Introduction
We're all born with a set of skills and abilities which we develop as we grow from childhood to adulthood. If we're lucky, we end up with a career that enables us to serve others. I remember the first time I set up my imaginary classroom in the middle of a construction site, when I was about five years old. My family followed a line of disposed villagers whose houses and farms were destroyed in the name of Communist progress, to hastily built flats in the middle of a muddy chaos. While our parents and grandparents were ordered to work in nearby factories and take long bus trips to buy groceries, we waited for basic amnesties to be built for us, including a school for deposed children who wandered among concrete slabs and rusty cranes.
I remembered too, from village times when I played with my cousins and neighbouring kids in Grandad’s precious orchard, pretending to be a teacher. I was the oldest and the only one who had attended the village kindergarten. I used a stick to write letters and numbers on a patch that I'd cleared of weed, while my pupils sat on stumps of old plum trees that my Grandad was replacing with new trees.
Right now, I had a group of pupils of all ages with nothing better to do. They sat on the dirty concrete floor of an unfinished block of flats as I drew with broken pieces of chalk that the builders used to mark corners with. Some older boys threw pebbles at me, calling that they knew more than I did. So I stopped instructing them with my invented alphabet book, reverting instead to another skill, keen not to lose my audience. I started to draw pictures as I told stories. I invented one about a hedgehog that lived in Grand-dad’s orchard. I'd observed his whereabouts during different seasons. The kids were quiet, reflecting on their own lost homes. We imagined the hedgehog trapped under the concrete of the new highway. The older boys who knew how to write, helped me to write an eulogy to our hero hedgehog who died in the name of progress.
A few of the younger girls reflected that although our parents had lost their livelihoods and way of life, we were still alive. At that moment, I realised that teaching is about connection. That discovery stayed with me during my university years and teaching practice, and I eventually gathered enough knowledge and experience to become a qualified teacher.
As I reflect on the students I'd met during my lifetime of teaching on two different continents, I realised that their life stories had enriched me as much as I hopefully helped to broaden their own horizons, discovering the joy of learning and the power of knowledge.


§ What is needed
A word-for-word repeat of all the data is the goal.

§ Given data

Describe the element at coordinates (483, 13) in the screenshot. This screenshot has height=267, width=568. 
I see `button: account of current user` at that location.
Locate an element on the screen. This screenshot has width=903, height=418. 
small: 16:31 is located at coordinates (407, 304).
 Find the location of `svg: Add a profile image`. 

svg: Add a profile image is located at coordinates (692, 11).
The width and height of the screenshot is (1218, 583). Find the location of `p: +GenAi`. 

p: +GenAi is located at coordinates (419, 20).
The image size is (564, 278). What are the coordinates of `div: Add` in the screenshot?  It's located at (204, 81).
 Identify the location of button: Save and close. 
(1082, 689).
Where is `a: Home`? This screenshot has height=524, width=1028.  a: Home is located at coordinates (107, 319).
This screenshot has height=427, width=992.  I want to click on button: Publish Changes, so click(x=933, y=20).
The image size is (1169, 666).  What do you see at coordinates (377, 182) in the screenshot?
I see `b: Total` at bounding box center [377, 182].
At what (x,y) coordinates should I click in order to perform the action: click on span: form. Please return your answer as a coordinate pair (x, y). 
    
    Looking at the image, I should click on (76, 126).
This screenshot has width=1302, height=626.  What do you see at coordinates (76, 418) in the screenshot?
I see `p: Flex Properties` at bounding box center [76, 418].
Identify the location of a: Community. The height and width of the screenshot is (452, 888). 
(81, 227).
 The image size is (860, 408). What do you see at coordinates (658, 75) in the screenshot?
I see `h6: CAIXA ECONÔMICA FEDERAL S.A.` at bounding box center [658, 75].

§ Task answer
Describe the element at coordinates (483, 13) in the screenshot. This screenshot has height=267, width=568. 
I see `button: account of current user` at that location.
Locate an element on the screen. This screenshot has width=903, height=418. 
small: 16:31 is located at coordinates (407, 304).
 Find the location of `svg: Add a profile image`. 

svg: Add a profile image is located at coordinates (692, 11).
The width and height of the screenshot is (1218, 583). Find the location of `p: +GenAi`. 

p: +GenAi is located at coordinates (419, 20).
The image size is (564, 278). What are the coordinates of `div: Add` in the screenshot?  It's located at (204, 81).
 Identify the location of button: Save and close. 
(1082, 689).
Where is `a: Home`? This screenshot has height=524, width=1028.  a: Home is located at coordinates (107, 319).
This screenshot has height=427, width=992.  I want to click on button: Publish Changes, so click(x=933, y=20).
The image size is (1169, 666).  What do you see at coordinates (377, 182) in the screenshot?
I see `b: Total` at bounding box center [377, 182].
At what (x,y) coordinates should I click in order to perform the action: click on span: form. Please return your answer as a coordinate pair (x, y). 
    
    Looking at the image, I should click on (76, 126).
This screenshot has width=1302, height=626.  What do you see at coordinates (76, 418) in the screenshot?
I see `p: Flex Properties` at bounding box center [76, 418].
Identify the location of a: Community. The height and width of the screenshot is (452, 888). 
(81, 227).
 The image size is (860, 408). What do you see at coordinates (658, 75) in the screenshot?
I see `h6: CAIXA ECONÔMICA FEDERAL S.A.` at bounding box center [658, 75].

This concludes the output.